The guy you’re arguing with…doesn’t sound worth reading…of course plausibility matters. For me the #1 thing in this topic is extreme implausibility of ghosts. Ie disembodied minds. Mind seem to be the activity of the brain. I don’t pretend to have an answer to the mind body problem, but the structure of the mind makes sense in light is evolution. Nothing about it would otherwise. So a mind with no body, no past, no parents…to me, you might as well posit a ghost car on Pluto.

Evidence to refute this would be extremely easy to come by. All we would need is for ghosts to exist. It should be utterly trivial to prove they existed if they actually did. Ryan George, creator of Pitch Meetings has some funny sketches about ghosts… like why do they just do jump scares and then vanish? They get their revenge by…making the air somewhat cold? Knocking things over? So they have the powers of an open window, or at best a small house cat. A world in which ghosts were real would probably have massively more unexplained missing persons cases.

Or if people who claimed to communicate with the dead could prove it under controlled conditions, and had access to information that couldn’t be gotten any other way.
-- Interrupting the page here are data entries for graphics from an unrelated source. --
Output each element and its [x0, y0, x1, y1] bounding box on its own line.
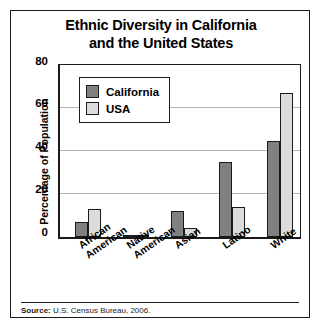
- legend-swatch-icon: [86, 85, 99, 98]
- chart-legend: CaliforniaUSA: [79, 77, 170, 123]
- source-note: Source: U.S. Census Bureau, 2006.: [21, 306, 150, 315]
- bar: [219, 162, 232, 237]
- y-tick-label: 40: [8, 141, 48, 151]
- y-tick-label: 80: [8, 56, 48, 66]
- legend-item-california: California: [86, 83, 159, 100]
- bar: [267, 141, 280, 237]
- legend-label: California: [106, 86, 159, 98]
- chart-title-line-1: Ethnic Diversity in California: [23, 17, 299, 35]
- source-label: Source:: [21, 306, 51, 315]
- legend-item-usa: USA: [86, 100, 159, 117]
- legend-swatch-icon: [86, 102, 99, 115]
- y-tick-label: 20: [8, 184, 48, 194]
- source-text: U.S. Census Bureau, 2006.: [53, 306, 150, 315]
- legend-label: USA: [106, 103, 130, 115]
- bar: [280, 93, 293, 237]
- chart-title-line-2: and the United States: [23, 35, 299, 53]
- y-tick-label: 60: [8, 98, 48, 108]
- source-divider: [21, 302, 299, 303]
- figure-frame: Ethnic Diversity in California and the U…: [10, 10, 310, 318]
- x-axis-tick-labels: AfricanAmericanNativeAmericanAsianLatino…: [58, 239, 301, 299]
- y-tick-label: 0: [8, 227, 48, 237]
- chart-title: Ethnic Diversity in California and the U…: [23, 17, 299, 52]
This wouldn’t necessarily be evidence for a deity/creator… But it would make it vastly more plausible. Doesn’t have to be ghosts of dead people… Just solid evidence for the existence of any sort of non corporeal spirit being.

But the evidence for any such thing seems pretty bad. But most people throughout history have believed in spirits anyway. And there are plausible evolutionary reasons for that. The simpler explanation is that we have a tendency to want explain things in terms of the intentions of another agent, and to intuit the existence of agency/minds even when there is none.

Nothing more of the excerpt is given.